In verse 8 David reminds God that he has enemies both within and without his kingdom and asks the Father to lead him through the midst of the situations that others would take advantage of to harm him. Verse 9 is quoted in the book of Romans by Paul as a description of the sinful character of man whose “throat is an open sepulcher, whose inward parts were very wickedness”. David always kept his mind clear about his own shortcomings and the fallen human nature in those around him. In all of this he expected and petitioned God for mercy. In verse 10 he boldly prays that the counsel of the ungodly around him and against him would be destroyed and brought to nothing.
In your life’s experience you will know what it is to be plotted against by people. Not everyone rejoices when things go right in your life. Sometimes even those close to you will do and say things that are harmful and even intended to diminish you and rob you of peace and God’s blessing. David understood this and didn’t approach it as a victim. He asked God to move in the situation and destroy the strategy of hell against him even when it involved people close to him such as Joab and Absalom and Ahitophel, his closest counselor (the father of Bathsheba).
David considered the people who resisted him to be in rebellion against God. This is because he knew that he was God’s chosen king. The fact that David failed and sinned himself did not change the fact that he was the anointed of God. David recognized this in Saul when he refused to harm his former king and he recognized it in himself because he knew that he was brought to the kingdom and established by God to rule over the nation of Israel. Your prayers have to be rooted in knowledge of the will of God in your own life and situation. You have to know that you know that you know regardless of criticisms justified or unjustified brought against you by people with their own agendas.

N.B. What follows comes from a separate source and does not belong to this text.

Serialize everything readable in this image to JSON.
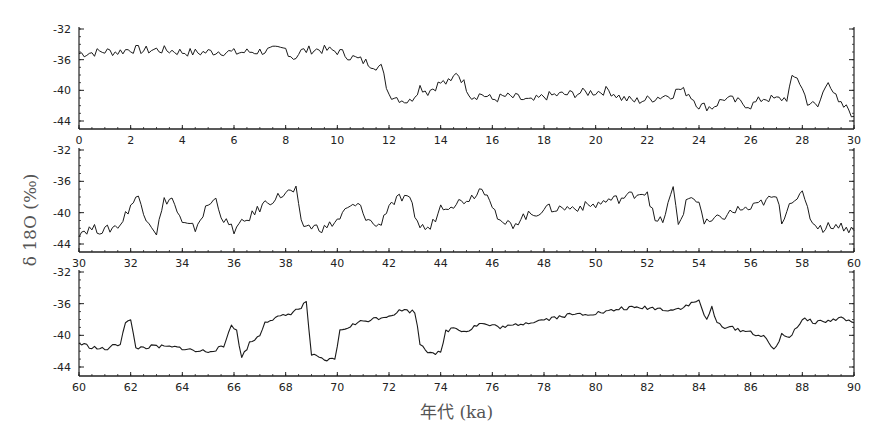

In verse 11 David determines that in spite of the counsels and plans of his enemies that he is going to rejoice. He is going to rejoice because he puts his trust in God. He knows and you should know that God is going to defend you. You love the Lord and you have permission to be joyful. God does not expect you to live in enforce, strained and in fact forced sobriety based on false humility. Just be thankful, trusting in God and expecting His mercy to be shown in your life. God will protect you as verse 12 concludes and surround you with His favor as with a shield.